A choice of Covid vaccines is to be extended from the under-30s to anyone up to the age of 40, after a recommendation by the government’s advisory body to allow more people to opt out of the AstraZeneca shot, which has been linked to rare cases of blood clots, it has emerged.

Very small numbers of people have suffered from blood clots in the veins and the brain, in combination with low platelets. Investigations by UK and European regulators have linked these events to the AstraZeneca vaccine, while in the United States cases have been reported following the Johnson & Johnson jab, which is made in a similar way.

There have been over 200 cases in the UK according to Dr Sue Pavord, who is on the haematologists’ working group that is monitoring the cases in the UK, but that is among many millions of doses of vaccine.

However, those affected tend to be younger people, even though relatively few of the youngest adults have yet been vaccinated. “We’re seeing it affecting quite young ages so the median age of our cases is actually 49, which is relatively young,” she said at a Royal Society of Medicine event on Thursday.

Pavord said the Medicines and Healthcare products Regulatory Authority (MHRA), which collects data on side-effects of drugs and vaccines, was keeping an eye on developments.

“I think it’s very concerning, this disease in young people who are perhaps less at risk of Covid infection itself and certainly of being hospitalised with that,” she said. “And that’s why I think the MHRA is really keeping an eye on the cases, and they are looking at age-based incidences of this condition compared with the numbers vaccinated and comparing that with statistical modelling of Covid-19 infection and fatalities per age group. It may well be that they increase the age cutoff.”

Informed by the MHRA data, the expert advisory group, the Joint Committee on Vaccination and Immunisation (JCVI) appears to have already made the decision to allow not just the under-30s but anyone up to the age of 40 to choose an alternative vaccine to AstraZeneca’s, according to the Telegraph, which cites political sources. Choices will only be offered where supplies of alternatives are available, however.

“Because prevalence of Covid is low and given the strength of the programme, that means we’re in a position to act with an abundance of caution and offer a different vaccine to the younger groups,” the source is said to have told the newspaper.

The discovery of cases of blood clots apparently linked to the vaccination caused consternation in Europe, where some countries have suspended the vaccine altogether while others have limited its use to older people.

But the European Medicines Agency as well as the MHRA have said the risks of Covid far outweigh those of blood clots, particularly for older age groups.

A Department of Health and Social Care spokesperson reiterated that position.

“Over 50m vaccines have now been administered, providing millions of people with protection against Covid-19 and saving thousands of lives,” the spokesperson said.

“The position of our independent medicines regulator, the MHRA, and the Joint Committee on Vaccination and Immunisation (JCVI) continues to be that the benefits of the Oxford/AstraZeneca vaccine outweigh the risks for the vast majority of adults.”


_About this task_
In the records that follow, how many lines contain the word "ASSOCIATION"? Give only that figure.

(Figure content listings)
================================

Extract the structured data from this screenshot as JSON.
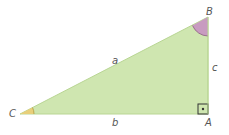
{
  "diagram": {
    "type": "right-triangle",
    "colors": {
      "fill": "#cfe6b0",
      "stroke": "#b9d694",
      "angle_B": "#c89bc0",
      "angle_C": "#e8cf7a",
      "right_angle_mark": "#333333",
      "label": "#555555"
    },
    "vertices": [
      {
        "name": "C",
        "label": "C"
      },
      {
        "name": "A",
        "label": "A"
      },
      {
        "name": "B",
        "label": "B"
      }
    ],
    "sides": [
      {
        "name": "a",
        "label": "a"
      },
      {
        "name": "b",
        "label": "b"
      },
      {
        "name": "c",
        "label": "c"
      }
    ]
  }
}
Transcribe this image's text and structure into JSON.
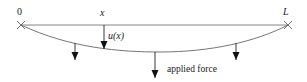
{
  "diagram": {
    "type": "deflected-beam",
    "labels": {
      "left_end": "0",
      "right_end": "L",
      "position": "x",
      "displacement": "u(x)",
      "force": "applied force"
    },
    "colors": {
      "line": "#555555",
      "arrow": "#111111",
      "text": "#222222"
    }
  }
}
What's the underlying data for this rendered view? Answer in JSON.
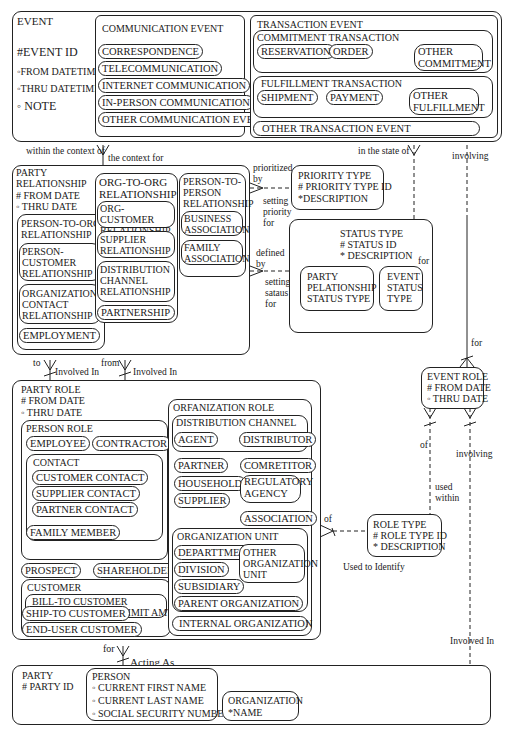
{
  "event": {
    "title": "EVENT",
    "attributes": [
      "#EVENT ID",
      "◦FROM DATETIME",
      "◦THRU DATETIME",
      "◦ NOTE"
    ],
    "communication_event": {
      "title": "COMMUNICATION EVENT",
      "subtypes": [
        "CORRESPONDENCE",
        "TELECOMMUNICATION",
        "INTERNET COMMUNICATION",
        "IN-PERSON COMMUNICATION",
        "OTHER COMMUNICATION EVENT"
      ]
    },
    "transaction_event": {
      "title": "TRANSACTION EVENT",
      "commitment": {
        "title": "COMMITMENT TRANSACTION",
        "subtypes": [
          "RESERVATION",
          "ORDER",
          "OTHER COMMITMENT"
        ]
      },
      "fulfillment": {
        "title": "FULFILLMENT TRANSACTION",
        "subtypes": [
          "SHIPMENT",
          "PAYMENT",
          "OTHER FULFILLMENT"
        ]
      },
      "other": "OTHER TRANSACTION EVENT"
    }
  },
  "party_relationship": {
    "title": "PARTY RELATIONSHIP",
    "attributes": [
      "# FROM DATE",
      "◦ THRU DATE"
    ],
    "person_to_org": {
      "title": "PERSON-TO-ORG RELATIONSHIP",
      "subtypes": [
        "PERSON-CUSTOMER RELATIONSHIP",
        "ORGANIZATION CONTACT RELATIONSHIP",
        "EMPLOYMENT"
      ]
    },
    "org_to_org": {
      "title": "ORG-TO-ORG RELATIONSHIP",
      "subtypes": [
        "ORG-CUSTOMER RELATIONSHIP",
        "SUPPLIER RELATIONSHIP",
        "DISTRIBUTION CHANNEL RELATIONSHIP",
        "PARTNERSHIP"
      ]
    },
    "person_to_person": {
      "title": "PERSON-TO-PERSON RELATIONSHIP",
      "subtypes": [
        "BUSINESS ASSOCIATION",
        "FAMILY ASSOCIATION"
      ]
    }
  },
  "priority_type": {
    "title": "PRIORITY TYPE",
    "attributes": [
      "# PRIORITY TYPE ID",
      "*DESCRIPTION"
    ]
  },
  "status_type": {
    "title": "STATUS TYPE",
    "attributes": [
      "# STATUS ID",
      "* DESCRIPTION"
    ],
    "subtypes": [
      "PARTY PELATIONSHIP STATUS TYPE",
      "EVENT STATUS TYPE"
    ]
  },
  "event_role": {
    "title": "EVENT ROLE",
    "attributes": [
      "# FROM DATE",
      "◦ THRU DATE"
    ]
  },
  "role_type": {
    "title": "ROLE TYPE",
    "attributes": [
      "# ROLE TYPE ID",
      "* DESCRIPTION"
    ]
  },
  "party_role": {
    "title": "PARTY ROLE",
    "attributes": [
      "# FROM DATE",
      "◦ THRU DATE"
    ],
    "person_role": {
      "title": "PERSON ROLE",
      "employee": "EMPLOYEE",
      "contractor": "CONTRACTOR",
      "contact": {
        "title": "CONTACT",
        "subtypes": [
          "CUSTOMER CONTACT",
          "SUPPLIER CONTACT",
          "PARTNER CONTACT"
        ]
      },
      "family_member": "FAMILY MEMBER"
    },
    "prospect": "PROSPECT",
    "shareholder": "SHAREHOLDER",
    "customer": {
      "title": "CUSTOMER",
      "bill_to": "BILL-TO CUSTOMER",
      "bill_to_attr": "◦ CURRENT CREDIT LIMIT AMT",
      "ship_to": "SHIP-TO CUSTOMER",
      "end_user": "END-USER CUSTOMER"
    },
    "organization_role": {
      "title": "ORFANIZATION ROLE",
      "distribution_channel": {
        "title": "DISTRIBUTION CHANNEL",
        "subtypes": [
          "AGENT",
          "DISTRIBUTOR"
        ]
      },
      "others": [
        "PARTNER",
        "COMRETITOR",
        "HOUSEHOLD",
        "REGULATORY AGENCY",
        "SUPPLIER",
        "ASSOCIATION"
      ],
      "organization_unit": {
        "title": "ORGANIZATION UNIT",
        "subtypes": [
          "DEPARTTMENT",
          "DIVISION",
          "SUBSIDIARY",
          "OTHER ORGANIZATION UNIT",
          "PARENT ORGANIZATION"
        ]
      },
      "internal_organization": "INTERNAL ORGANIZATION"
    }
  },
  "party": {
    "title": "PARTY",
    "attributes": [
      "# PARTY ID"
    ],
    "person": {
      "title": "PERSON",
      "attributes": [
        "◦ CURRENT FIRST NAME",
        "◦ CURRENT LAST NAME",
        "◦ SOCIAL SECURITY NUMBER"
      ]
    },
    "organization": {
      "title": "ORGANIZATION",
      "attributes": [
        "*NAME"
      ]
    }
  },
  "relationship_labels": {
    "within_context_of": "within the context of",
    "context_for": "the context for",
    "in_state_of": "in the state of",
    "involving_top": "involving",
    "prioritized_by": "prioritized by",
    "setting_priority_for": "setting priority for",
    "defined_by": "defined by",
    "setting_status_for": "setting sataus for",
    "for_status": "for",
    "for_event_role": "for",
    "to": "to",
    "from": "from",
    "involved_in_1": "Involved In",
    "involved_in_2": "Involved In",
    "of_event_role": "of",
    "involving_event_role": "involving",
    "used_within": "used within",
    "of_role_type": "of",
    "used_to_identify": "Used to Identify",
    "for_party": "for",
    "acting_as": "Acting As",
    "involved_in_party": "Involved In"
  }
}
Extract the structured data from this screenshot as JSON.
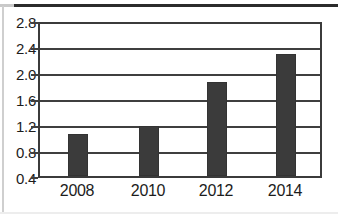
{
  "chart_data": {
    "type": "bar",
    "title": "",
    "subtitle": "",
    "xlabel": "",
    "ylabel": "",
    "categories": [
      "2008",
      "2010",
      "2012",
      "2014"
    ],
    "values": [
      1.06,
      1.19,
      1.88,
      2.32
    ],
    "series": [
      {
        "name": "",
        "values": [
          1.06,
          1.19,
          1.88,
          2.32
        ]
      }
    ],
    "ylim": [
      0.4,
      2.8
    ],
    "yticks": [
      "0.4",
      "0.8",
      "1.2",
      "1.6",
      "2.0",
      "2.4",
      "2.8"
    ],
    "ytick_values": [
      0.4,
      0.8,
      1.2,
      1.6,
      2.0,
      2.4,
      2.8
    ],
    "xticks": [
      "2008",
      "2010",
      "2012",
      "2014"
    ],
    "grid": true,
    "grid_axis": "y",
    "legend": false,
    "legend_position": "none",
    "annotations": [],
    "colors": {
      "bar_fill": "#3b3b3b",
      "axis": "#3b3b3b",
      "grid": "#3f3f3f",
      "text": "#1c1c1c",
      "background": "#ffffff"
    }
  },
  "axis": {
    "y_tick_labels": [
      "2.8",
      "2.4",
      "2.0",
      "1.6",
      "1.2",
      "0.8",
      "0.4"
    ],
    "x_tick_labels": [
      "2008",
      "2010",
      "2012",
      "2014"
    ]
  }
}
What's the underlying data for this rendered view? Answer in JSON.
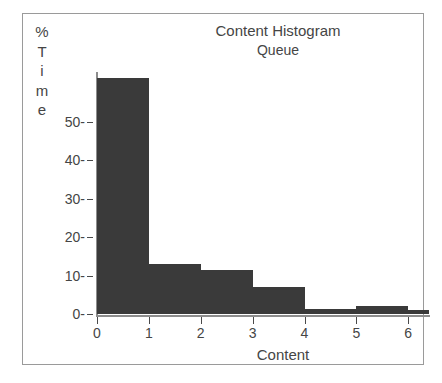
{
  "chart_data": {
    "type": "bar",
    "title": "Content Histogram",
    "subtitle": "Queue",
    "xlabel": "Content",
    "ylabel": "% Time",
    "ylabel_chars": [
      "%",
      "T",
      "i",
      "m",
      "e"
    ],
    "categories": [
      "0",
      "1",
      "2",
      "3",
      "4",
      "5",
      "6"
    ],
    "bins": [
      {
        "start": 0,
        "end": 1,
        "value": 61.5
      },
      {
        "start": 1,
        "end": 2,
        "value": 13.0
      },
      {
        "start": 2,
        "end": 3,
        "value": 11.5
      },
      {
        "start": 3,
        "end": 4,
        "value": 7.0
      },
      {
        "start": 4,
        "end": 5,
        "value": 1.3
      },
      {
        "start": 5,
        "end": 6,
        "value": 2.2
      },
      {
        "start": 6,
        "end": 6.4,
        "value": 1.0
      }
    ],
    "values": [
      61.5,
      13.0,
      11.5,
      7.0,
      1.3,
      2.2,
      1.0
    ],
    "xticks": [
      "0",
      "1",
      "2",
      "3",
      "4",
      "5",
      "6"
    ],
    "yticks": [
      "0-",
      "10-",
      "20-",
      "30-",
      "40-",
      "50-"
    ],
    "ytick_values": [
      0,
      10,
      20,
      30,
      40,
      50
    ],
    "xlim": [
      0,
      6.4
    ],
    "ylim": [
      0,
      63
    ],
    "grid": false,
    "legend": false,
    "bar_color": "#3a3a3a",
    "axis_color": "#8d8d8d",
    "text_color": "#454545",
    "frame_color": "#9a9a9a",
    "background": "#ffffff"
  }
}
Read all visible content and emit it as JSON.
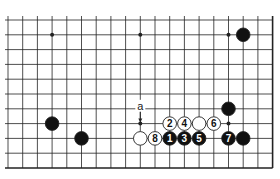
{
  "diagram": {
    "type": "go-board-partial",
    "grid": {
      "cols": 19,
      "rows": 11,
      "x0": 8,
      "dx": 14.7,
      "y0": 20,
      "dy": 14.8,
      "right_edge": true,
      "bottom_edge": true
    },
    "star_points": [
      [
        3,
        1
      ],
      [
        9,
        1
      ],
      [
        15,
        1
      ],
      [
        15,
        7
      ],
      [
        9,
        7
      ]
    ],
    "stones": [
      {
        "col": 16,
        "row": 1,
        "color": "black",
        "label": ""
      },
      {
        "col": 3,
        "row": 7,
        "color": "black",
        "label": ""
      },
      {
        "col": 5,
        "row": 8,
        "color": "black",
        "label": ""
      },
      {
        "col": 15,
        "row": 6,
        "color": "black",
        "label": ""
      },
      {
        "col": 9,
        "row": 8,
        "color": "white",
        "label": ""
      },
      {
        "col": 10,
        "row": 8,
        "color": "white",
        "label": "8"
      },
      {
        "col": 11,
        "row": 8,
        "color": "black",
        "label": "1"
      },
      {
        "col": 12,
        "row": 8,
        "color": "black",
        "label": "3"
      },
      {
        "col": 13,
        "row": 8,
        "color": "black",
        "label": "5"
      },
      {
        "col": 15,
        "row": 8,
        "color": "black",
        "label": "7"
      },
      {
        "col": 16,
        "row": 8,
        "color": "black",
        "label": ""
      },
      {
        "col": 11,
        "row": 7,
        "color": "white",
        "label": "2"
      },
      {
        "col": 12,
        "row": 7,
        "color": "white",
        "label": "4"
      },
      {
        "col": 13,
        "row": 7,
        "color": "white",
        "label": ""
      },
      {
        "col": 14,
        "row": 7,
        "color": "white",
        "label": "6"
      }
    ],
    "annotations": [
      {
        "col": 9,
        "row": 6,
        "text": "a",
        "arrow_to": [
          9,
          7
        ]
      }
    ],
    "colors": {
      "line": "#222222",
      "black": "#111111",
      "white": "#ffffff",
      "background": "#ffffff"
    }
  }
}
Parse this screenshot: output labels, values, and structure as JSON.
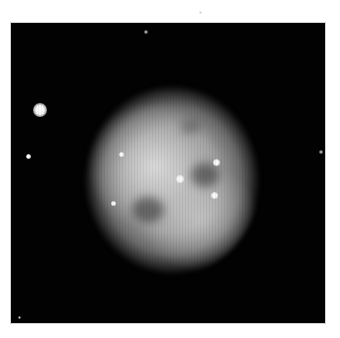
{
  "image": {
    "subject": "planetary nebula (owl-like) with surrounding stars",
    "background_color": "#ffffff",
    "frame": {
      "left": 11,
      "top": 23,
      "width": 314,
      "height": 300,
      "color": "#020202"
    },
    "nebula": {
      "center_x": 172,
      "center_y": 180,
      "radius_x": 88,
      "radius_y": 95,
      "color": "#b6b6b6"
    },
    "dark_eyes": [
      {
        "x": 205,
        "y": 175,
        "rx": 14,
        "ry": 12
      },
      {
        "x": 148,
        "y": 210,
        "rx": 16,
        "ry": 13
      },
      {
        "x": 190,
        "y": 127,
        "rx": 10,
        "ry": 7
      }
    ],
    "stars": [
      {
        "name": "bright-left",
        "x": 40,
        "y": 110,
        "size": 14
      },
      {
        "name": "faint-left",
        "x": 28,
        "y": 156,
        "size": 5
      },
      {
        "name": "top",
        "x": 146,
        "y": 32,
        "size": 4
      },
      {
        "name": "right-edge",
        "x": 321,
        "y": 152,
        "size": 4
      },
      {
        "name": "central",
        "x": 180,
        "y": 179,
        "size": 8
      },
      {
        "name": "upper-right-in-nebula",
        "x": 216,
        "y": 162,
        "size": 7
      },
      {
        "name": "lower-right-in-nebula",
        "x": 214,
        "y": 195,
        "size": 7
      },
      {
        "name": "left-in-nebula",
        "x": 121,
        "y": 154,
        "size": 5
      },
      {
        "name": "lower-left-in-nebula",
        "x": 113,
        "y": 203,
        "size": 5
      },
      {
        "name": "bottom-left-corner",
        "x": 19,
        "y": 317,
        "size": 3
      }
    ],
    "outer_specks": [
      {
        "x": 200,
        "y": 12,
        "size": 3
      }
    ]
  }
}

================================

_Exercise output_
3